Compared to my 1998 account, it is now possible to offer a richer overview of women’s integration into the discipline in the first third of the twentieth century and beyond. Women’s access to higher education in 1910 meant they could apply for jobs at universities and museums. Before the Spanish Civil War, a few women had obtained positions as museum curators and even as heads of provincial museums. Universities, however, had remained closed to them, except for a few poorly paid temporary positions. This poor integration of women as professionals working in universities was not an exception, as this happened with all professions that required public exposure. Women archaeologists had an extra burden to bear: they had not been trained for field archaeology and therefore were less prepared than their male colleagues for a university post.

After the Civil War, the pro-Fascist regime opposed women from studying in universities. However, the attempt to stop young women from getting degrees failed, for the number of female students grew. They still encountered integration problems at universities. Many who tried to obtain a university position were unsuccessful and moved to other more permanent, better-paid jobs. The first opportunities for women to learn how to excavate and deal with archaeological finds became available through field schools in Spain, Italy, and Portugal.
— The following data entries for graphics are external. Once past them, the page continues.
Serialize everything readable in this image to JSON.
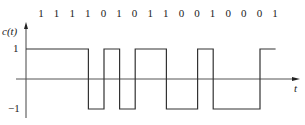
{
  "diagram": {
    "ylabel": "c(t)",
    "xlabel": "t",
    "ytick_high": "1",
    "ytick_low": "−1",
    "bits": [
      "1",
      "1",
      "1",
      "1",
      "0",
      "1",
      "0",
      "1",
      "1",
      "0",
      "0",
      "1",
      "0",
      "0",
      "0",
      "1"
    ],
    "colors": {
      "line": "#333333",
      "axis": "#555555",
      "text": "#222222"
    }
  },
  "chart_data": {
    "type": "line",
    "title": "",
    "xlabel": "t",
    "ylabel": "c(t)",
    "ylim": [
      -1,
      1
    ],
    "bit_sequence": [
      1,
      1,
      1,
      1,
      0,
      1,
      0,
      1,
      1,
      0,
      0,
      1,
      0,
      0,
      0,
      1
    ],
    "waveform_levels": [
      1,
      1,
      1,
      1,
      -1,
      1,
      -1,
      1,
      1,
      -1,
      -1,
      1,
      -1,
      -1,
      -1,
      1
    ]
  }
}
Access to the National Research Institute was also difficult back then; therefore, museums remained to be the preferred choice for women. However, as they are rarely published, any trace of their work has faded.
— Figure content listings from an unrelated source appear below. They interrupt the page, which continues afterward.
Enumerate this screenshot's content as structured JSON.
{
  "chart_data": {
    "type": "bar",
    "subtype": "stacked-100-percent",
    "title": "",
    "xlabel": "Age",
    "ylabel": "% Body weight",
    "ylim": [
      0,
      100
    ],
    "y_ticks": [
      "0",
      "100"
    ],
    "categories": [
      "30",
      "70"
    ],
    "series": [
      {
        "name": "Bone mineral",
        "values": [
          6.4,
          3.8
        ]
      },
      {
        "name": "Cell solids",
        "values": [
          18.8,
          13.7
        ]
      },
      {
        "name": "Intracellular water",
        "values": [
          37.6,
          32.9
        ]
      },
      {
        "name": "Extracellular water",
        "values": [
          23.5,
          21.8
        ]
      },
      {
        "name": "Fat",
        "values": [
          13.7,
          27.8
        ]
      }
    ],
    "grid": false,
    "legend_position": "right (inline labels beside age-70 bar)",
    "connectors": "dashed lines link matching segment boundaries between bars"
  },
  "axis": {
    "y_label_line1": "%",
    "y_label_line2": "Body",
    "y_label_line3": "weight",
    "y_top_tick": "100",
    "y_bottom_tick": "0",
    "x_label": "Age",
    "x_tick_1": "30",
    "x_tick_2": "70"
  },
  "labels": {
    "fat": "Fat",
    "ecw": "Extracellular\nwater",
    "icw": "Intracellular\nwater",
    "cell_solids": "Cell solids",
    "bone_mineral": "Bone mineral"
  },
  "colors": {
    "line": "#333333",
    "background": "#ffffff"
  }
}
Since the 1970s, a sharp increase in women employed by universities has been noted. Although parity is far from being reached, a questionnaire in the 1990s indicated that women rarely felt discriminated. Museums showed a decline in women employees up to the 1980s, when passed the examinations to become curators. A new job sector emerged with the archaeology services in the newly created autonomous communities, and many of these posts were filled by women. In the last 20 years, the most remarkable change has been the appearance of explicit complaints about sexual harassment in archaeology. Thus, the informative data recovered in the framework of the ArqueólogAs project will be complemented in the future by a wealth of new data currently being retrieved.